An artists’ co-op in the enclave of Morgantown, Bushwick, 3rd Ward was founded in 2006 by Jason Goodman and Jeremy Lovitt as “a place for young adults to make things,” commented Goodman. Offering classes on everything from screen-printing to beekeeping, their memberships range from forty nine to four hundred and forty nine dollars. Working nimbly with the recession seems to have paid off.

There were already at least eighty people inside awaiting eagerly the, as advertised, refreshments and festivities. Today was the third annual PIG OUT! The promise of free beer has yet to fail a party Brooklyn. Goodman himself was behind one of the grills.

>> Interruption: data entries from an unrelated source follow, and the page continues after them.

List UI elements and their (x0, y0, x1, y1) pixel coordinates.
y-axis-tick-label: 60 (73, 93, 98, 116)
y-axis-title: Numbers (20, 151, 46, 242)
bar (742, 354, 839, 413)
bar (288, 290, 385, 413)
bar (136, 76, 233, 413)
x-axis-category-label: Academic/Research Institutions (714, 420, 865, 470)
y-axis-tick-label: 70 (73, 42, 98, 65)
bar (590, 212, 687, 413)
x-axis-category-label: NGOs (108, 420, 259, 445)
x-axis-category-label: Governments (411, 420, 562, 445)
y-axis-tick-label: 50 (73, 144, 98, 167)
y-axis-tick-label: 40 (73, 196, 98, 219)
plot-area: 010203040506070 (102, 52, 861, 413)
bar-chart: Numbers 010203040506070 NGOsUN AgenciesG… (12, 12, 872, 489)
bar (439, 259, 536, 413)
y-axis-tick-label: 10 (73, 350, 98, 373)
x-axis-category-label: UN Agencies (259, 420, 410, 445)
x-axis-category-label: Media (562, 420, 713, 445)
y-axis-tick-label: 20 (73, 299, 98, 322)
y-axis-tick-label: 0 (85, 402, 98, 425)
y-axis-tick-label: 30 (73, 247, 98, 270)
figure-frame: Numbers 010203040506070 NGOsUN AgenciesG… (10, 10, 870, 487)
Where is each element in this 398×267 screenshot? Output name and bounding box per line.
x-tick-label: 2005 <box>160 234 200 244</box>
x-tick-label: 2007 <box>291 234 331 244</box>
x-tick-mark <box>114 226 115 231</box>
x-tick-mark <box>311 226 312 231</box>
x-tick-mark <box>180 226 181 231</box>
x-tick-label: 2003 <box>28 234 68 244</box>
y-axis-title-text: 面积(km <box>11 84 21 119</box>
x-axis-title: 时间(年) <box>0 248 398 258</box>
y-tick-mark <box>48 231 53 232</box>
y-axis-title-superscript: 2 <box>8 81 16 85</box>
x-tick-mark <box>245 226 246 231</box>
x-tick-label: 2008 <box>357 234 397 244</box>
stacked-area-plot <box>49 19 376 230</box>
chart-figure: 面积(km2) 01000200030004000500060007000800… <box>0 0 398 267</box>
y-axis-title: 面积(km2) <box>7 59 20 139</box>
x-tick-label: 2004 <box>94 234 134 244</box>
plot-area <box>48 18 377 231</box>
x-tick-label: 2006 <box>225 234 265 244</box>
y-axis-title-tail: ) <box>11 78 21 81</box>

About a third of the crowd had gathered into a huddled mass in front of the Fire Island brewery table. By 2:15 when they started serving there were one hundred or so singles in hand, ready to fill the tip jar. They were going to be giving out their Lighthouse Ale and Red Wagon IPA. I noticed there was actually a line around the hallway leading into this cluster fuck and I wanted no part of it.  I maneuvered my way to the empty corner on the left side of the table, Cutting forty ‘in line’ fuckers who seemed none the wiser. How did they not see this? When you don’t wait in line, as a rule, things tend to work out. Always rely on the crowd’s lack of creativity. Nurse your advantage.

I was the fifth person to get my wrist stamped and ordered two bottles of Lighthouse, which I was promptly handed. Pleased with my play, beers in hand, I slinked over to the backyard to find the roasted pig had its own trail of tears winding up to it. Grief to the starving writer I surmised. None of the bands were to start for another hour or so. I was surprised to see so many stroller-chauffeured kids. At one point I found myself having a conversation with an older hippy, rocker named El, who told me he was a shaman and why Stephen Malkmus was some sort of crack a jack. Shrugging, I then returned inside to pull the same scam that netted me beer the first time.

Inside was like being at a carnival without the rides. Everyone was crammed in shoulder to shoulder now, the hip little sexpots out in full form. There were a lot tables where anyone could sign up for various classes even one for an Urban Agriculture table, courtesy of a couple of heckling chickens.

I met Mandisa Wright, a marketing and events assistant. When I asked her what 3rd Ward was for her, she told me “3rd Ward is a place where you can see the impact that you have on the world.”